In our experience coordinating lung transplant enquiries from Africa, the most common mistake is delayed referral — patients with end-stage IPF or COPD arrive at India's transplant centres with ischaemia time on room air below 4 minutes on the 6MWT, which places them at very high operative risk. Earlier referral — when patients still have functional reserve — consistently leads to better post-transplant recovery.

Clinical Outcomes

Lung Transplant Outcomes in India

Metric Outcome
1-year patient survival 85–90%
3-year survival 70–78%
5-year survival 55–65%
Median post-transplant survival 5–7 years (bilateral); 4–5 years (single)
Hospital stay 6–8 weeks average

These outcomes are consistent with ISHLT Registry global median data. Bilateral lung transplant consistently outperforms single lung transplant for long-term survival. (ISHLT Registry, 2022).

Common Complications

Early (days to weeks):

  • Primary graft dysfunction: 30–50% (mostly mild-moderate; severe PGD requiring ECMO: 5–10%)
  • Acute rejection: 20–30% in first year
  • Anastomotic complications: 1–3%
  • Surgical bleeding: 5–10%

Late (months to years):

  • Bronchiolitis obliterans syndrome (chronic rejection): affects 50% at 5 years — the principal cause of late graft loss
  • CMV disease: 10–20% without prophylaxis
  • Post-transplant lymphoproliferative disease (PTLD): 1–5%
  • Calcineurin inhibitor nephrotoxicity: requires monitoring; 10–15% progress to CKD stage 4–5

Advanced Support Technologies

ECMO: Complete cardiopulmonary support for cardiogenic shock or post-transplant graft failure. Available as bridge-to-transplant, intraoperative support, and bridge-to-recovery.

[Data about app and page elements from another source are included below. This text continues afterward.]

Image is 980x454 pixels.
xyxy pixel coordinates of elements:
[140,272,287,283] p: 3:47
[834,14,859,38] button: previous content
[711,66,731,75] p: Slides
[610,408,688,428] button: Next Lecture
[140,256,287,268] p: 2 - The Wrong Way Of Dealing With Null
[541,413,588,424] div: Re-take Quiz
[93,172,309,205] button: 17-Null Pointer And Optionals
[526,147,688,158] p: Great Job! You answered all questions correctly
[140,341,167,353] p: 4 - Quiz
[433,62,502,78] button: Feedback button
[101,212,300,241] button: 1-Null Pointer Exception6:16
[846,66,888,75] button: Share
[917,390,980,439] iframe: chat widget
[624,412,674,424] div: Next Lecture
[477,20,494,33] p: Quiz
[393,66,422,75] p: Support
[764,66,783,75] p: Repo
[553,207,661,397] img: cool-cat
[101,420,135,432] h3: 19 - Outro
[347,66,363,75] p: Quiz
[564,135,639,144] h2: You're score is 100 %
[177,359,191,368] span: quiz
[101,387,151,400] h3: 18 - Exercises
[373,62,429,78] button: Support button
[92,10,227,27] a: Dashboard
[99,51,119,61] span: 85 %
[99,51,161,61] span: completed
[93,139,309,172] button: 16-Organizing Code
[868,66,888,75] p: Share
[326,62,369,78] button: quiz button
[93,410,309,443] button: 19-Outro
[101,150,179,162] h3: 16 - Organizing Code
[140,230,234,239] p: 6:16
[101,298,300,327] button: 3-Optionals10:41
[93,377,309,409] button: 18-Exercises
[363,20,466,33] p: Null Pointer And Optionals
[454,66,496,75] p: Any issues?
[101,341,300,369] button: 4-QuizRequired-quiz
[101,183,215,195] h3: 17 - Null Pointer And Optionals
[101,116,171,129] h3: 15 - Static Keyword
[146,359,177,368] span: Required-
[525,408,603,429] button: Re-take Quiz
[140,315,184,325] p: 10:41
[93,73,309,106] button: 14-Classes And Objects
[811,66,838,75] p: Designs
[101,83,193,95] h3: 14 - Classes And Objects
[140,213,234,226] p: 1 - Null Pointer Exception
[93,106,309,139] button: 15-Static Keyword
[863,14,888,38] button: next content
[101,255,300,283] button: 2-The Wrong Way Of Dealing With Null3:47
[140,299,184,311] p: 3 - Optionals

EVLP (Ex vivo lung perfusion): Allows marginal donor lungs to be perfused and assessed outside the body, expanding the donor pool and reducing primary graft dysfunction rates.

Share this article

Frequently Asked Questions

Ready to explore treatment options in India?

Get a free case review from our coordinators within 24 hours. No commitment required.